Inside this render tree the start object is always before than the end object. But that’s not always true in the case of CSS Regions, as you can see in the diagram above. For example, if you start selection inside the source-1 element (depending on its position inside the DOM tree) start position could be under the RenderFlowThread and end under the RenderHTML.
So, this solution will split the render tree in subtrees where the root objects would be:
- On one hand, the RenderHTML (for the “regular” render tree).
- On the other hand, all the RenderFlowThreads (there will be 1 per flow thread in the page).
Then the total number of subtrees we’ll be 1 (the RenderHTML subtree) + number of flow threads.
For each subtree we’ll calculate the start and end positions (start will be always before end).

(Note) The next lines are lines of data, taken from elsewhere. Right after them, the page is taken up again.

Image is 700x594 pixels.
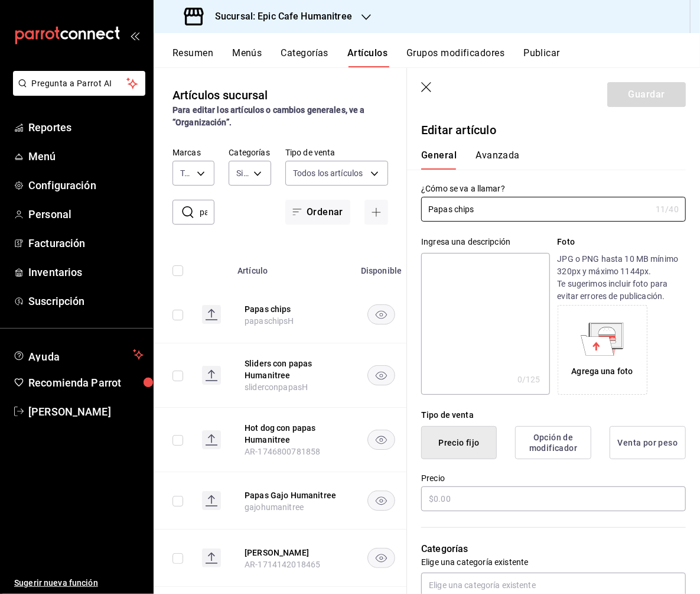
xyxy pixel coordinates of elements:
span: papaschipsH [245,316,294,325]
button: availability-product [367,430,395,450]
button: availability-product [367,490,395,510]
span: Inventarios [28,264,143,280]
button: Publicar [523,47,560,67]
strong: Para editar los artículos o cambios generales, ve a “Organización”. [173,105,365,127]
button: edit-product-location [245,489,339,501]
label: Marcas [173,148,214,157]
button: edit-product-location [245,358,339,381]
th: Disponible [353,248,409,286]
p: Editar artículo [421,121,686,139]
button: Grupos modificadores [406,47,504,67]
div: Agrega una foto [561,308,644,392]
span: Configuración [28,178,143,193]
span: Todos los artículos [293,168,363,179]
button: edit-product-location [245,303,339,315]
span: Sugerir nueva función [14,577,143,589]
div: navigation tabs [421,149,672,169]
span: Pregunta a Parrot AI [32,77,127,90]
button: Avanzada [475,149,520,169]
p: JPG o PNG hasta 10 MB mínimo 320px y máximo 1144px. Te sugerimos incluir foto para evitar errores... [557,253,686,303]
label: ¿Cómo se va a llamar? [421,185,686,193]
button: Ordenar [285,200,350,225]
span: [PERSON_NAME] [28,403,143,420]
th: Artículo [231,248,353,286]
button: Opción de modificador [515,426,591,459]
input: $0.00 [421,486,686,511]
div: Tipo de venta [421,409,686,421]
span: Reportes [28,119,143,135]
div: 0 /125 [518,373,541,385]
div: 11 /40 [655,203,678,215]
button: Artículos [348,47,387,67]
button: open_drawer_menu [130,31,139,40]
button: availability-product [367,365,395,385]
span: Recomienda Parrot [28,374,143,391]
label: Tipo de venta [285,148,388,157]
span: AR-1746800781858 [245,446,320,456]
p: Foto [557,236,686,248]
span: sliderconpapasH [245,382,308,392]
span: Menú [28,148,143,164]
span: AR-1714142018465 [245,559,320,569]
button: Precio fijo [421,426,497,459]
div: Artículos sucursal [173,86,268,104]
span: gajohumanitree [245,502,304,512]
button: Menús [232,47,261,67]
p: Elige una categoría existente [421,556,686,567]
button: edit-product-location [245,421,339,446]
button: Categorías [281,47,329,67]
button: Pregunta a Parrot AI [13,71,145,95]
p: Categorías [421,542,686,556]
div: Ingresa una descripción [421,236,549,248]
span: Facturación [28,235,143,251]
div: navigation tabs [173,47,700,67]
label: Precio [421,475,686,483]
button: Resumen [173,47,213,67]
label: Categorías [229,148,270,157]
h3: Sucursal: Epic Cafe Humanitree [206,9,352,23]
span: Ayuda [28,348,129,362]
button: Venta por peso [610,426,686,459]
button: availability-product [367,304,395,324]
span: Todas las marcas, Sin marca [180,168,192,179]
span: Personal [28,207,143,222]
button: edit-product-location [245,547,339,558]
button: availability-product [367,548,395,567]
div: Agrega una foto [571,365,633,377]
a: Pregunta a Parrot AI [8,85,145,98]
span: Suscripción [28,293,143,309]
button: General [421,149,456,169]
span: Sin categoría [236,168,249,179]
input: Buscar artículo [200,200,214,224]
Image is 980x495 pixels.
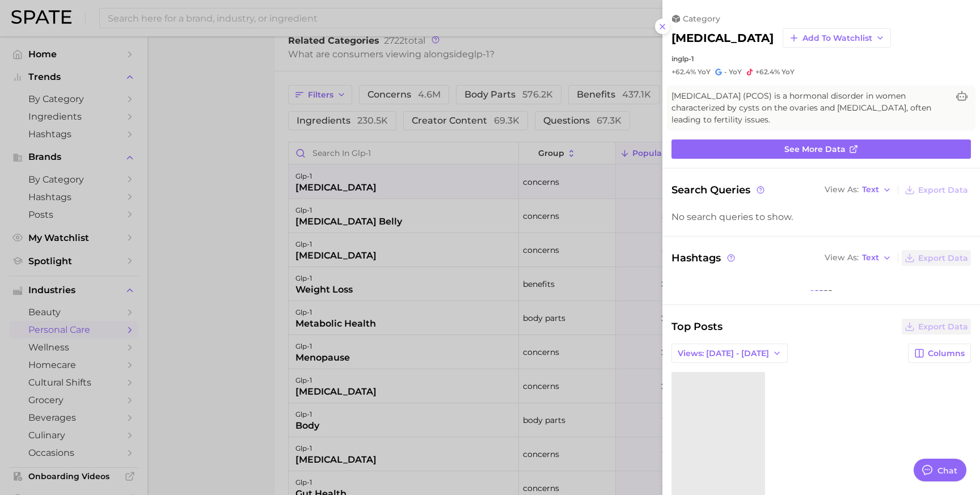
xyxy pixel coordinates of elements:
button: Columns [908,343,971,363]
div: No search queries to show. [672,211,971,222]
button: Export Data [902,182,971,198]
span: - [724,68,727,76]
span: Search Queries [672,182,766,198]
span: category [683,14,720,24]
span: [MEDICAL_DATA] (PCOS) is a hormonal disorder in women characterized by cysts on the ovaries and [... [672,90,948,126]
span: +62.4% [756,68,780,76]
span: See more data [785,144,846,154]
span: Export Data [919,185,968,195]
span: +62.4% [672,68,696,76]
h2: [MEDICAL_DATA] [672,32,773,45]
button: Export Data [902,319,971,335]
button: Export Data [902,250,971,266]
span: Views: [DATE] - [DATE] [678,349,769,358]
span: Export Data [919,253,968,263]
span: View As [825,255,859,261]
span: Add to Watchlist [802,33,872,43]
span: Export Data [919,322,968,332]
span: Text [862,255,879,261]
button: View AsText [822,250,894,265]
button: Add to Watchlist [783,28,891,47]
span: Hashtags [672,250,737,266]
span: YoY [698,68,711,76]
span: glp-1 [678,55,694,63]
span: YoY [782,68,795,76]
span: Columns [928,349,965,358]
span: View As [825,187,859,193]
span: YoY [729,68,742,76]
div: in [672,55,971,63]
span: Top Posts [672,319,722,335]
a: See more data [672,140,971,159]
span: Text [862,187,879,193]
button: Views: [DATE] - [DATE] [672,343,788,363]
button: View AsText [822,182,894,197]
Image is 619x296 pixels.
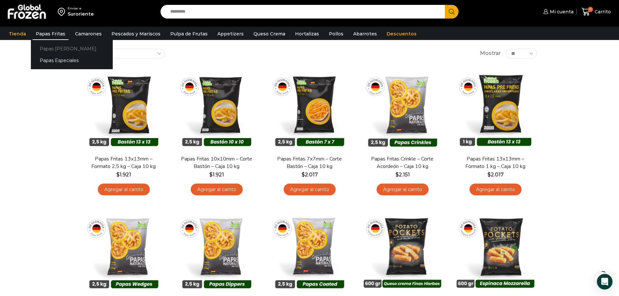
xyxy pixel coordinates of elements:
[542,5,573,18] a: Mi cuenta
[487,172,491,178] span: $
[593,8,611,15] span: Carrito
[209,172,212,178] span: $
[445,5,458,19] button: Search button
[72,28,105,40] a: Camarones
[458,155,533,170] a: Papas Fritas 13x13mm – Formato 1 kg – Caja 10 kg
[326,28,347,40] a: Pollos
[98,184,150,196] a: Agregar al carrito: “Papas Fritas 13x13mm - Formato 2,5 kg - Caja 10 kg”
[68,11,94,17] div: Suroriente
[350,28,380,40] a: Abarrotes
[272,155,347,170] a: Papas Fritas 7x7mm – Corte Bastón – Caja 10 kg
[68,6,94,11] div: Enviar a
[108,28,164,40] a: Pescados y Mariscos
[284,184,336,196] a: Agregar al carrito: “Papas Fritas 7x7mm - Corte Bastón - Caja 10 kg”
[82,49,165,58] select: Pedido de la tienda
[191,184,243,196] a: Agregar al carrito: “Papas Fritas 10x10mm - Corte Bastón - Caja 10 kg”
[469,184,521,196] a: Agregar al carrito: “Papas Fritas 13x13mm - Formato 1 kg - Caja 10 kg”
[116,172,120,178] span: $
[377,184,429,196] a: Agregar al carrito: “Papas Fritas Crinkle - Corte Acordeón - Caja 10 kg”
[58,6,68,17] img: address-field-icon.svg
[116,172,131,178] bdi: 1.921
[31,55,113,67] a: Papas Especiales
[6,28,29,40] a: Tienda
[365,155,440,170] a: Papas Fritas Crinkle – Corte Acordeón – Caja 10 kg
[302,172,318,178] bdi: 2.017
[395,172,410,178] bdi: 2.151
[179,155,254,170] a: Papas Fritas 10x10mm – Corte Bastón – Caja 10 kg
[31,43,113,55] a: Papas [PERSON_NAME]
[86,155,161,170] a: Papas Fritas 13x13mm – Formato 2,5 kg – Caja 10 kg
[250,28,289,40] a: Queso Crema
[292,28,322,40] a: Hortalizas
[302,172,305,178] span: $
[214,28,247,40] a: Appetizers
[580,4,612,19] a: 11 Carrito
[209,172,224,178] bdi: 1.921
[548,8,573,15] span: Mi cuenta
[487,172,504,178] bdi: 2.017
[32,28,69,40] a: Papas Fritas
[588,7,593,12] span: 11
[167,28,211,40] a: Pulpa de Frutas
[597,274,612,289] div: Open Intercom Messenger
[383,28,420,40] a: Descuentos
[480,50,501,57] span: Mostrar
[395,172,399,178] span: $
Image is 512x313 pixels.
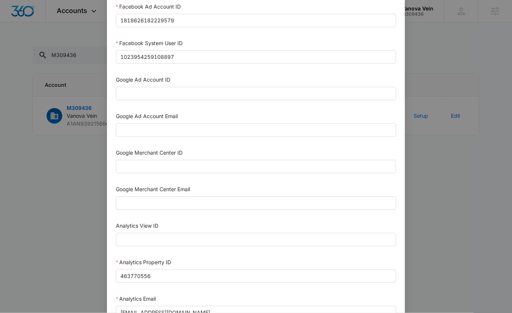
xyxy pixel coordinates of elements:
[116,296,156,302] label: Analytics Email
[116,3,181,10] label: Facebook Ad Account ID
[116,87,396,100] input: Google Ad Account ID
[116,40,183,46] label: Facebook System User ID
[116,269,396,283] input: Analytics Property ID
[116,123,396,137] input: Google Ad Account Email
[116,149,183,156] label: Google Merchant Center ID
[116,186,190,192] label: Google Merchant Center Email
[116,223,158,229] label: Analytics View ID
[116,76,170,83] label: Google Ad Account ID
[116,233,396,246] input: Analytics View ID
[116,196,396,210] input: Google Merchant Center Email
[116,50,396,64] input: Facebook System User ID
[116,259,171,265] label: Analytics Property ID
[116,113,178,119] label: Google Ad Account Email
[116,14,396,27] input: Facebook Ad Account ID
[116,160,396,173] input: Google Merchant Center ID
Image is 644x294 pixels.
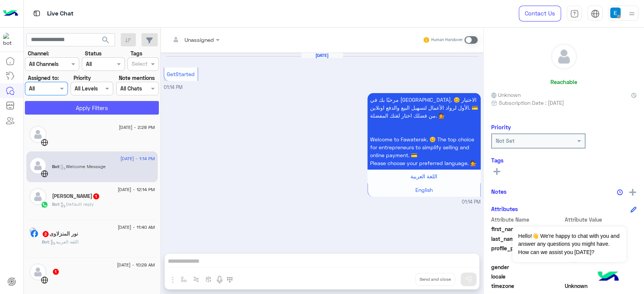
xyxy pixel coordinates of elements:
img: WebChat [40,139,48,146]
span: : اللغة العربية [49,239,78,245]
span: locale [491,272,563,280]
button: Apply Filters [25,101,158,115]
img: defaultAdmin.png [29,158,46,174]
h6: Reachable [550,78,577,85]
h6: Priority [491,124,511,130]
h5: Mahmoud Gamal Alafandy [52,193,100,200]
p: 14/9/2025, 1:14 PM [368,93,481,170]
span: 2 [43,231,48,237]
span: [DATE] - 1:14 PM [120,155,154,162]
span: last_name [491,235,563,243]
span: null [565,272,637,280]
h6: Notes [491,188,507,195]
div: Select [130,60,147,69]
span: [DATE] - 11:40 AM [118,224,154,231]
img: defaultAdmin.png [29,126,46,143]
img: Logo [3,6,18,22]
img: defaultAdmin.png [29,263,46,280]
span: : Default reply [59,201,94,207]
img: WebChat [40,170,48,178]
span: 01:14 PM [461,199,481,206]
button: search [96,33,115,49]
label: Tags [130,49,142,57]
span: Bot [42,239,49,245]
span: timezone [491,282,563,290]
span: [DATE] - 2:28 PM [119,124,154,131]
label: Priority [74,74,90,82]
img: tab [570,10,579,18]
small: Human Handover [431,37,463,43]
img: 171468393613305 [3,33,17,46]
span: 01:14 PM [164,85,183,90]
h6: [DATE] [301,52,343,58]
img: defaultAdmin.png [551,44,577,69]
span: Hello!👋 We're happy to chat with you and answer any questions you might have. How can we assist y... [512,226,625,262]
img: picture [29,227,36,234]
label: Assigned to: [28,74,59,82]
p: Live Chat [47,9,74,19]
img: hulul-logo.png [595,264,621,290]
a: Contact Us [519,6,561,22]
label: Status [85,49,102,57]
label: Channel: [28,49,49,57]
img: tab [591,10,600,18]
img: tab [32,9,41,18]
img: defaultAdmin.png [29,188,46,205]
span: [DATE] - 12:14 PM [118,187,154,193]
img: add [629,189,636,195]
span: gender [491,263,563,271]
span: GetStarted [166,71,195,78]
img: Facebook [31,230,38,237]
span: Unknown [491,90,520,99]
span: profile_pic [491,244,563,262]
a: tab [566,6,582,22]
span: Attribute Name [491,216,563,224]
span: اللغة العربية [410,173,437,179]
span: Bot [52,201,59,207]
span: null [565,263,637,271]
h6: Tags [491,157,636,164]
img: profile [627,9,636,19]
span: first_name [491,225,563,233]
img: WebChat [40,276,48,284]
img: userImage [610,7,621,18]
span: Bot [52,164,59,170]
span: Subscription Date : [DATE] [499,99,564,107]
span: [DATE] - 10:29 AM [117,262,154,268]
span: 1 [93,193,99,200]
img: notes [617,189,622,195]
span: English [415,187,432,193]
span: 1 [53,269,59,275]
img: WhatsApp [40,201,48,208]
h5: نور المنزلاوى [42,231,78,237]
span: search [101,36,110,44]
label: Note mentions [119,74,154,82]
span: : Welcome Message [59,164,106,170]
button: Send and close [415,273,455,286]
span: Unknown [565,282,637,290]
h6: Attributes [491,205,518,212]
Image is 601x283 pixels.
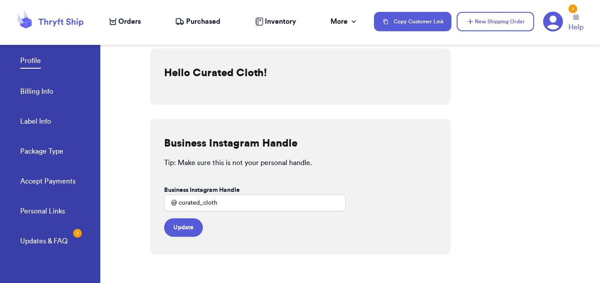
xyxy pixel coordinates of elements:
a: Updates & FAQ1 [20,236,68,248]
a: Purchased [175,16,220,27]
a: Profile [20,55,41,69]
a: Help [568,15,583,33]
div: 1 [73,229,82,237]
span: Inventory [265,16,296,27]
a: Billing Info [20,86,53,99]
a: Package Type [20,146,63,158]
button: New Shipping Order [456,12,534,31]
span: Help [568,22,583,33]
a: 1 [543,11,563,32]
h2: Hello Curated Cloth! [164,66,267,80]
div: Updates & FAQ [20,236,68,246]
span: Orders [118,16,141,27]
button: Copy Customer Link [374,12,451,31]
div: 1 [568,4,577,13]
div: @ [164,194,177,211]
label: Business Instagram Handle [164,186,240,194]
h2: Business Instagram Handle [164,136,297,150]
a: Inventory [255,16,296,27]
span: Purchased [186,16,220,27]
a: Label Info [20,116,51,128]
a: Accept Payments [20,176,76,188]
a: Personal Links [20,206,65,218]
div: More [330,16,358,27]
button: Update [164,218,203,237]
a: Orders [109,16,141,27]
p: Tip: Make sure this is not your personal handle. [164,157,436,168]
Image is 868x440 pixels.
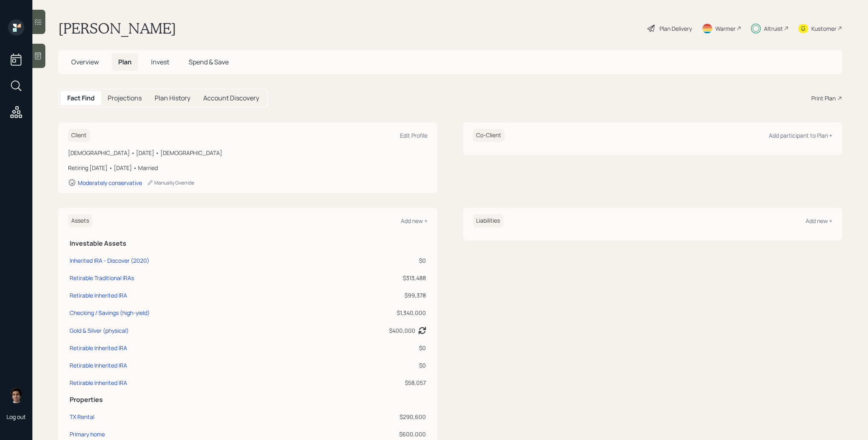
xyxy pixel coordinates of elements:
span: Plan [118,58,132,66]
h5: Properties [69,396,426,404]
div: Add new + [401,217,427,225]
div: $58,057 [313,378,426,387]
div: Retirable Inherited IRA [69,344,127,352]
div: Gold & Silver (physical) [69,326,129,335]
h5: Plan History [155,95,191,102]
div: Print Plan [812,94,836,103]
div: Plan Delivery [660,24,692,33]
div: Retirable Inherited IRA [69,378,127,387]
div: Warmer [715,24,736,33]
div: $99,378 [313,291,426,300]
h5: Investable Assets [69,240,426,247]
h6: Assets [68,214,93,228]
div: Add new + [806,217,832,225]
h5: Fact Find [67,95,95,102]
div: Kustomer [812,24,837,33]
div: Manually Override [147,179,195,187]
div: Inherited IRA - Discover (2020) [69,256,150,265]
div: Retiring [DATE] • [DATE] • Married [68,163,427,172]
div: $0 [313,344,426,352]
div: Moderately conservative [78,179,142,187]
div: Add participant to Plan + [769,132,832,140]
div: Checking / Savings (high-yield) [69,308,150,317]
div: $0 [313,361,426,370]
div: Retirable Inherited IRA [69,291,127,300]
div: Altruist [764,24,783,33]
div: $600,000 [313,430,426,439]
h5: Projections [108,95,142,102]
div: Retirable Traditional IRAs [69,274,134,283]
h1: [PERSON_NAME] [58,19,176,37]
div: TX Rental [69,413,95,421]
div: [DEMOGRAPHIC_DATA] • [DATE] • [DEMOGRAPHIC_DATA] [68,149,427,157]
h5: Account Discovery [203,95,259,102]
div: Edit Profile [400,132,427,140]
div: $313,488 [313,274,426,283]
div: $0 [313,256,426,265]
h6: Liabilities [473,214,503,228]
span: Overview [71,58,99,66]
img: harrison-schaefer-headshot-2.png [8,387,24,404]
div: $1,340,000 [313,308,426,317]
span: Invest [151,58,169,66]
div: Retirable Inherited IRA [69,361,127,370]
h6: Client [68,129,90,142]
h6: Co-Client [473,129,505,142]
div: Log out [7,413,26,421]
div: $290,600 [313,413,426,421]
div: $400,000 [389,326,415,335]
div: Primary home [69,430,105,439]
span: Spend & Save [189,58,229,66]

And then we’ll call selection algorithms for each subtree using that positions.
In the previous example we’ll have 2 subtrees:
- RenderHTML subtree.
- RenderFlowThread (flow-1) subtree.
Let’s calculate start and end positions for each subtree taking into account the example above:
- RenderHTML subtree:
- start: content-1, offset: start offset set by user’s selection.
- end: content-2, offset: end offset set by user’s selection.
- RenderFlowThread (flow-1) subtree:
- start: source-1, offset: start of source-1 object.
- end: source-1, offset: end of source-1 object.
Using these subtrees RenderView::setSelection() method will be called for each of them. Subtree’s root object will need to store information about start and end positions (together with their offsets).
Conclusion
This is an important milestone for the work we have been doing lately, and it allows us to have a clear path to make progress on this field and eventually fixing the selection in CSS Regions.
Of course, there’s still quite a lot of work to do. We’ll improve current prototype to convert it in a real patch to be uploaded at WebKit’s bugzilla and got it integrated after the review iterations. Then, as usual, we’ll try to get integrated into Blink too.
Finally, thanks to The GNOME Foundation and Igalia for sponsoring the WebKitGTK+ Hackfest, and also to Mihnea for attending and helping us to move this topic forward sharing his experience on the CSS Regions standard.